Thank you, I guess it comes from Von Mises since sigma eq = sqrt (3) tau so tau= 1/sqrt(3) sigma eq = 0.57 Ftu
 
von Mises is true for isotropic materials. Mild steel comes close to this.
Fasteners are less isotropic than you might think.
von Mises may or may not be a good predictor. von Mises is a yield criteria, not a fracture criteria. Fracture and yield do not always correlate well - especially for fasteners.
In the absence of test data, I suggest using Tresca instead. But fasteners really need standardized test data to establish all modes of failure.
 
Huh?
Bearing strength is not fastener shear strength.
Does this fastener have a solid or threaded shank?
This is better posted in the Aircraft Engineering forum.
 
rb1957,

Just a quick clarification unless I’m missing something...

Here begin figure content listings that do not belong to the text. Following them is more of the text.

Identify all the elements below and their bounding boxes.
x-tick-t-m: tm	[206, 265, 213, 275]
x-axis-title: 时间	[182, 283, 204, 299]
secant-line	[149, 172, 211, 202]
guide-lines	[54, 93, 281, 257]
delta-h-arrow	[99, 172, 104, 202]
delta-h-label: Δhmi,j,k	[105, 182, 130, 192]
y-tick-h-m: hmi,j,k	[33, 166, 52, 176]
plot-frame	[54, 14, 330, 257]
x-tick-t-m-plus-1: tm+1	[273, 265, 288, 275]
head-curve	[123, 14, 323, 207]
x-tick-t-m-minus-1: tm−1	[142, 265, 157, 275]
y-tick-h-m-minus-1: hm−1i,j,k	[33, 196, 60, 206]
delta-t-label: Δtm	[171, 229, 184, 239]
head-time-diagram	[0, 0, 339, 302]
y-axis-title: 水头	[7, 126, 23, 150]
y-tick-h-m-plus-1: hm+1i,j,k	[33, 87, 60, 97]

Should it not Fsu=0.75*Ftu and Fsy=0.57*Fty ?
 
i've used 0.57 for both yield and ultimate. Maybe conservative for ultimate, better to have something in the back pocket. Better yet to have proper fastener allowables !

another day in paradise, or is paradise one day closer ?
 
I agree with you rb1957 but NAS24694 does not report the shear strength, just the ultimate tensile strength which is this case is 1700 lbf. so I calculate the shear strength for yield as .57 x 1700. Lucky, the application has a very low load applied and the margin of safety is above 20. So I'm not too worried.

Thank you all for the interesting answers!